Good editorial writing has less to do with winning an argument, since the other side is mostly not listening, than with telling the guys on your side how they ought to sound when they’re arguing.
Yet in truth the big question Camus asked was never the Anglo-American liberal one: How can we make the world a little bit better tomorrow? It was the grander French one: Why not kill yourself tonight? That the answers come to much the same thing in the end-easy does it; tomorrow may be a bit better than today; and, after all, you have to have a little faith in people-doesn't diminish the glamour that clings to the man who turned the question over and look at it, elegantly, upside down.
I try to turn a written thing, when I'm in trouble with it, into a spoken thing: I start imagining what I would say to someone if I were trying to tell the story or make the argument.
In an age of malice and bad faith on many sides, I reread White or Thurber or Mitchell and am reminded again that good writing is done, as I said in my elegy for Salinger, with an active eye and ear and an ardent heart, and in no other way.
Paris, on the other hand, looked exactly as it was supposed to look. It wore its heart on its sleeve, and the strange thing was that the heart it wore so openly was in other ways so closed-mysterious, uninviting.
I think the worst thing we can do is to concede to fanaticism its devotion, say. Well, you have to understand, these people are really fanatics, so we should back down from them. I think if journalists start doing that then they won't be practicing journalism. If satirists start doing that then they won't be practicing satire.
Drawing is one of those things which sit on the uneasy bending line between instinct and instruction, where seeming perversity eventually trumps pleasure as the card players and the kibitzers interact and new thrills are sought.
Over all, there are now more people under “correctional supervision” in America-more than six million-than were in the Gulag Archipelago under Stalin at its height.
Writing is the process of finding something to distract you from writing, and of all the helpful distractions - adultery, alcohol and acedia, all of which aided our writing fathers - none can equal the Internet.
Of all the unexpected things in contemporary literature, this is among the oddest: that kids have an inordinate appetite for very long, very tricky, very strange books about places that don't exist...
The future will be like the past, in the sense that, no matter how amazing or technologically advanced a society becomes, the basic human rhythm of petty malevolence, sordid moneygrubbing, and official violence, illuminated by occasional bursts of loyalty or desire or tenderness, will go on.

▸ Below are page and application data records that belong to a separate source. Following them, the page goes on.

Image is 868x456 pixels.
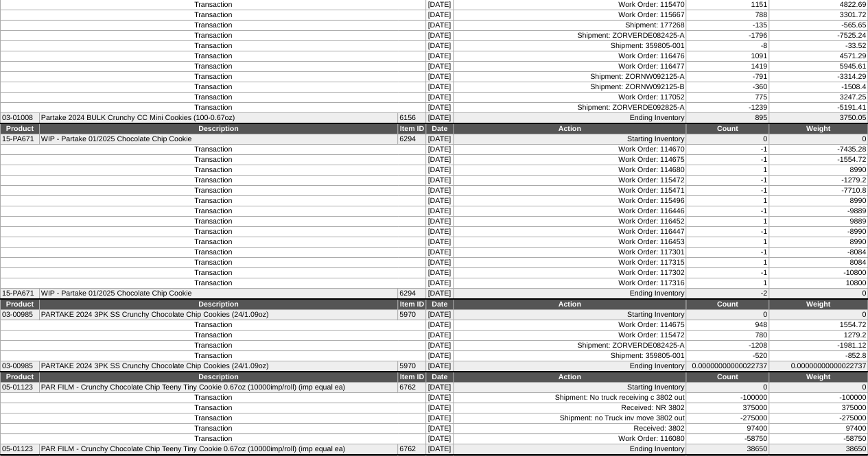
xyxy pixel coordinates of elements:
td: [DATE] [426,83,453,92]
td: Transaction [1,165,426,176]
td: -275000 [768,414,867,424]
td: -58750 [686,434,768,444]
td: Work Order: 116452 [453,216,686,227]
td: [DATE] [426,51,453,62]
td: 6762 [398,382,426,393]
td: Work Order: 114675 [453,155,686,165]
td: Partake 2024 BULK Crunchy CC Mini Cookies (100-0.67oz) [39,113,398,124]
td: Transaction [1,268,426,278]
td: -791 [686,72,768,83]
td: 5970 [398,310,426,320]
td: Work Order: 116080 [453,434,686,444]
td: 0 [768,382,867,393]
td: Transaction [1,62,426,72]
td: Shipment: 359805-001 [453,351,686,362]
td: -275000 [686,414,768,424]
td: Transaction [1,434,426,444]
td: [DATE] [426,289,453,300]
td: Work Order: 115667 [453,10,686,21]
td: PAR FILM - Crunchy Chocolate Chip Teeny Tiny Cookie 0.67oz (10000imp/roll) (imp equal ea) [39,382,398,393]
td: Starting Inventory [453,310,686,320]
td: Shipment: ZORVERDE082425-A [453,341,686,351]
td: [DATE] [426,196,453,206]
td: Description [39,372,398,382]
td: Work Order: 115472 [453,176,686,186]
td: 0 [686,382,768,393]
td: Work Order: 115472 [453,330,686,341]
td: Weight [768,123,867,135]
td: [DATE] [426,248,453,258]
td: -1 [686,227,768,237]
td: [DATE] [426,403,453,414]
td: Item ID [398,123,426,135]
td: Transaction [1,403,426,414]
td: Ending Inventory [453,362,686,372]
td: 6294 [398,289,426,300]
td: Count [686,123,768,135]
td: [DATE] [426,113,453,124]
td: -100000 [768,393,867,403]
td: Description [39,299,398,310]
td: Transaction [1,51,426,62]
td: WIP - Partake 01/2025 Chocolate Chip Cookie [39,135,398,144]
td: Work Order: 116446 [453,206,686,216]
td: [DATE] [426,351,453,362]
td: Transaction [1,216,426,227]
td: -8 [686,41,768,51]
td: -3314.29 [768,72,867,83]
td: 0.00000000000022737 [686,362,768,372]
td: Shipment: ZORNW092125-B [453,83,686,92]
td: Product [1,299,39,310]
td: Transaction [1,330,426,341]
td: 0.00000000000022737 [768,362,867,372]
td: 03-01008 [1,113,39,124]
td: Transaction [1,320,426,330]
td: Weight [768,372,867,382]
td: [DATE] [426,341,453,351]
td: -1 [686,144,768,155]
td: [DATE] [426,330,453,341]
td: 15-PA671 [1,289,39,300]
td: 3750.05 [768,113,867,124]
td: Transaction [1,278,426,289]
td: [DATE] [426,310,453,320]
td: Transaction [1,10,426,21]
td: Work Order: 116453 [453,237,686,248]
td: [DATE] [426,434,453,444]
td: 9889 [768,216,867,227]
td: Transaction [1,206,426,216]
td: [DATE] [426,176,453,186]
td: Action [453,123,686,135]
td: [DATE] [426,237,453,248]
td: -1208 [686,341,768,351]
td: -852.8 [768,351,867,362]
td: PARTAKE 2024 3PK SS Crunchy Chocolate Chip Cookies (24/1.09oz) [39,310,398,320]
td: 8990 [768,165,867,176]
td: 0 [686,135,768,144]
td: 948 [686,320,768,330]
td: Starting Inventory [453,382,686,393]
td: 05-01123 [1,444,39,455]
td: Date [426,372,453,382]
td: [DATE] [426,41,453,51]
td: Shipment: ZORNW092125-A [453,72,686,83]
td: 0 [768,310,867,320]
td: Ending Inventory [453,289,686,300]
td: Work Order: 117301 [453,248,686,258]
td: -1 [686,176,768,186]
td: Date [426,299,453,310]
td: -1 [686,186,768,196]
td: [DATE] [426,72,453,83]
td: 895 [686,113,768,124]
td: -360 [686,83,768,92]
td: Shipment: no Truck inv move 3802 out [453,414,686,424]
td: [DATE] [426,278,453,289]
td: Transaction [1,21,426,30]
td: 788 [686,10,768,21]
td: 8990 [768,196,867,206]
td: [DATE] [426,216,453,227]
td: Transaction [1,144,426,155]
td: 3301.72 [768,10,867,21]
td: 6156 [398,113,426,124]
td: 5970 [398,362,426,372]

American long for a closed society in which everything can be bought, where laborers are either hidden away or dressed up as nonhumans, so as not to be disconcerting. This place is called Disney World
Americans also seem to believe that the monarchy is a kind of mediaeval hangover, encumbered by premodern notions of decorum; the reality is that the British monarchy, for good or ill, is a modern political institution - perhaps the first modern political institution.
... a fact about photography: we can look at people's faces in photographs with an intensity and intimacy that in life we normally only reserve for extreme emotional states - for a first look at someone we may sleep with, or a last look at someone we love.
The special virtue of freedom is not that it makes you richer and more powerful but that it gives you more time to understand what it means to be alive.